In sixth grade, six of us wrote a play, which our hippie teacher helped us stage. We invited the whole school to the auditorium. About two minutes in, Max-the-counterfeiter started printing bills in his basement. Rosa-the-hooker, Max’s girlfriend, applied lipstick in a bored way.

The kindergarten teacher rose from her seat. She was red-faced and for several minutes, or so it seemed, mute. We came to an uncertain halt, while she led the kindergarteners up the aisle and out the door. The door swung shut and we resumed the giddy action. The denouement involved destroying Max’s “den of iniquity.” I kicked over the cardboard counterfeit machine, and it sailed into the audience, taking out a few second graders. We rated the whole thing a dazzling success and talked about it for weeks.

Entering junior high was like being dropped into a vat of acid. (See Carol Gilligan’s In a Different Voice.) Friendships dissolved. My best friend moved to England. My new best friend walked behind me so she could pinch my butt. Repeatedly. And hard. A trick she learned from her bullying older brother, who swear to God, loathed her. He was forever stuffing her head down the toilet until she nearly drowned.

In my school photo I look pale, stunned, folding from the inside.
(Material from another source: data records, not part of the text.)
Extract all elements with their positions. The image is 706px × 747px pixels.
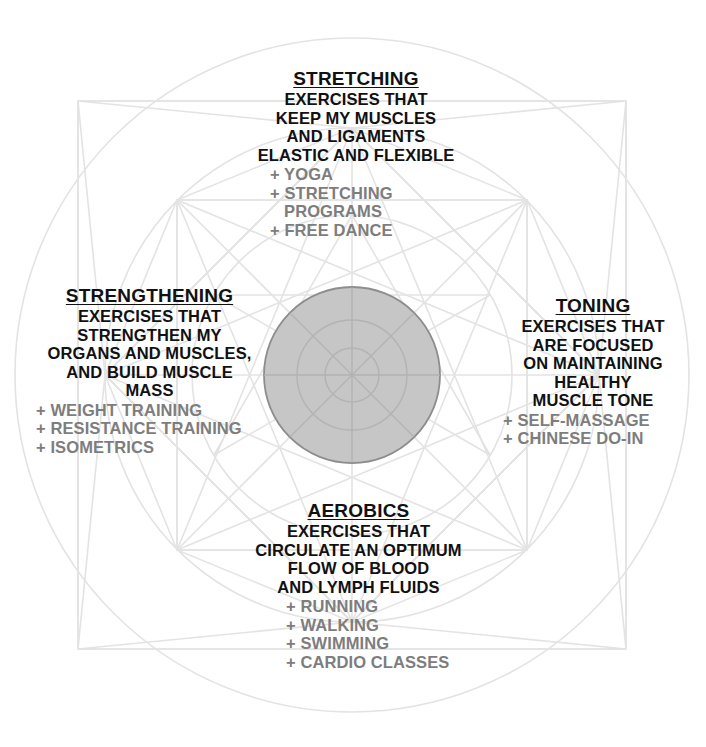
center-hub: [264, 287, 440, 463]
quadrant-items-stretching: + YOGA + STRETCHING PROGRAMS + FREE DANC…: [249, 165, 463, 239]
description-line: CIRCULATE AN OPTIMUM: [232, 541, 485, 559]
list-item: PROGRAMS: [270, 202, 463, 220]
description-line: STRENGTHEN MY: [34, 326, 265, 344]
quadrant-stretching: STRETCHING EXERCISES THAT KEEP MY MUSCLE…: [249, 68, 463, 239]
description-line: EXERCISES THAT: [496, 317, 690, 335]
hub-inner-circle: [297, 320, 407, 430]
description-line: ARE FOCUSED: [496, 336, 690, 354]
hub-spokes: [264, 287, 440, 463]
quadrant-aerobics: AEROBICS EXERCISES THAT CIRCULATE AN OPT…: [232, 500, 485, 671]
description-line: FLOW OF BLOOD: [232, 559, 485, 577]
list-item: + RUNNING: [286, 597, 485, 615]
list-item: + ISOMETRICS: [36, 438, 265, 456]
description-line: MASS: [34, 381, 265, 399]
hub-core-circle: [325, 348, 379, 402]
list-item: + RESISTANCE TRAINING: [36, 419, 265, 437]
description-line: AND LIGAMENTS: [249, 127, 463, 145]
list-item: + SELF-MASSAGE: [503, 411, 690, 429]
list-item: + CARDIO CLASSES: [286, 653, 485, 671]
description-line: KEEP MY MUSCLES: [249, 109, 463, 127]
quadrant-description-strengthening: EXERCISES THAT STRENGTHEN MY ORGANS AND …: [34, 307, 265, 399]
quadrant-description-toning: EXERCISES THAT ARE FOCUSED ON MAINTAININ…: [496, 317, 690, 409]
description-line: EXERCISES THAT: [249, 90, 463, 108]
list-item: + CHINESE DO-IN: [503, 429, 690, 447]
description-line: HEALTHY: [496, 373, 690, 391]
quadrant-items-aerobics: + RUNNING + WALKING + SWIMMING + CARDIO …: [232, 597, 485, 671]
quadrant-title-toning: TONING: [496, 295, 690, 316]
description-line: EXERCISES THAT: [232, 522, 485, 540]
quadrant-toning: TONING EXERCISES THAT ARE FOCUSED ON MAI…: [496, 295, 690, 448]
list-item: + SWIMMING: [286, 634, 485, 652]
list-item: + WALKING: [286, 616, 485, 634]
quadrant-description-aerobics: EXERCISES THAT CIRCULATE AN OPTIMUM FLOW…: [232, 522, 485, 596]
description-line: MUSCLE TONE: [496, 391, 690, 409]
list-item: + YOGA: [270, 165, 463, 183]
quadrant-items-strengthening: + WEIGHT TRAINING + RESISTANCE TRAINING …: [34, 401, 265, 456]
quadrant-title-stretching: STRETCHING: [249, 68, 463, 89]
description-line: ELASTIC AND FLEXIBLE: [249, 146, 463, 164]
quadrant-title-aerobics: AEROBICS: [232, 500, 485, 521]
diagram-canvas: STRETCHING EXERCISES THAT KEEP MY MUSCLE…: [0, 0, 706, 747]
list-item: + FREE DANCE: [270, 221, 463, 239]
hub-inner-marks: [264, 287, 440, 463]
description-line: ORGANS AND MUSCLES,: [34, 344, 265, 362]
quadrant-description-stretching: EXERCISES THAT KEEP MY MUSCLES AND LIGAM…: [249, 90, 463, 164]
description-line: AND BUILD MUSCLE: [34, 363, 265, 381]
quadrant-title-strengthening: STRENGTHENING: [34, 285, 265, 306]
description-line: EXERCISES THAT: [34, 307, 265, 325]
list-item: + STRETCHING: [270, 184, 463, 202]
quadrant-strengthening: STRENGTHENING EXERCISES THAT STRENGTHEN …: [34, 285, 265, 456]
quadrant-items-toning: + SELF-MASSAGE + CHINESE DO-IN: [496, 411, 690, 448]
description-line: AND LYMPH FLUIDS: [232, 578, 485, 596]
description-line: ON MAINTAINING: [496, 354, 690, 372]
list-item: + WEIGHT TRAINING: [36, 401, 265, 419]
Publicly, her brother was a peacenik, all leather peace signs and tie-dye. There was a photo of him in our local paper protesting the war and extending a daisy (Could he be more clichéd?) to an impassive national guardsman. My friend and I savored our secret knowledge of her brother’s hypocrisy. We marveled at adult ignorance of her brother’s true nature, of everyone and everything’s true nature. In elementary, I would have rated this “adventure.” In junior high, everything was angst.

I am tempted to go further and say most of the best (fiction and non) writing comes from “a deep place of junior high trauma.” I have read nonfiction books about the driest of subjects—farming say or Soviet politics—and loved them. The author of the farming book was bullied in junior high. He escaped summers when his parents sent him to work on a farm. (They were lefties, of course.) At the farm, he was one of the men, responsible for hoisting his own bales of hay. The woman who wrote piece after piece about an American who defected to the USSR, as a teen she defected from her upper class home, at first silently, privately and then publicly and professionally. These authors, I would bet that they probed the “deep place[s] of junior high trauma” to write such compelling nonfiction.

About the worst times, my father used to say, “It’s all grist.” Meaning, I think, that you can make something of terrible stuff. I can’t bring myself to say everyone’s junior high suffering is worth it, but I like the books.

* Kelly Ford’s hilarious blog, “Red Rover, Red Rover, Send My Next Novel Right Over,” on choosing her next novel’s subject included this brilliant phrase, “from a deep place of junior high trauma,” which got me thinking.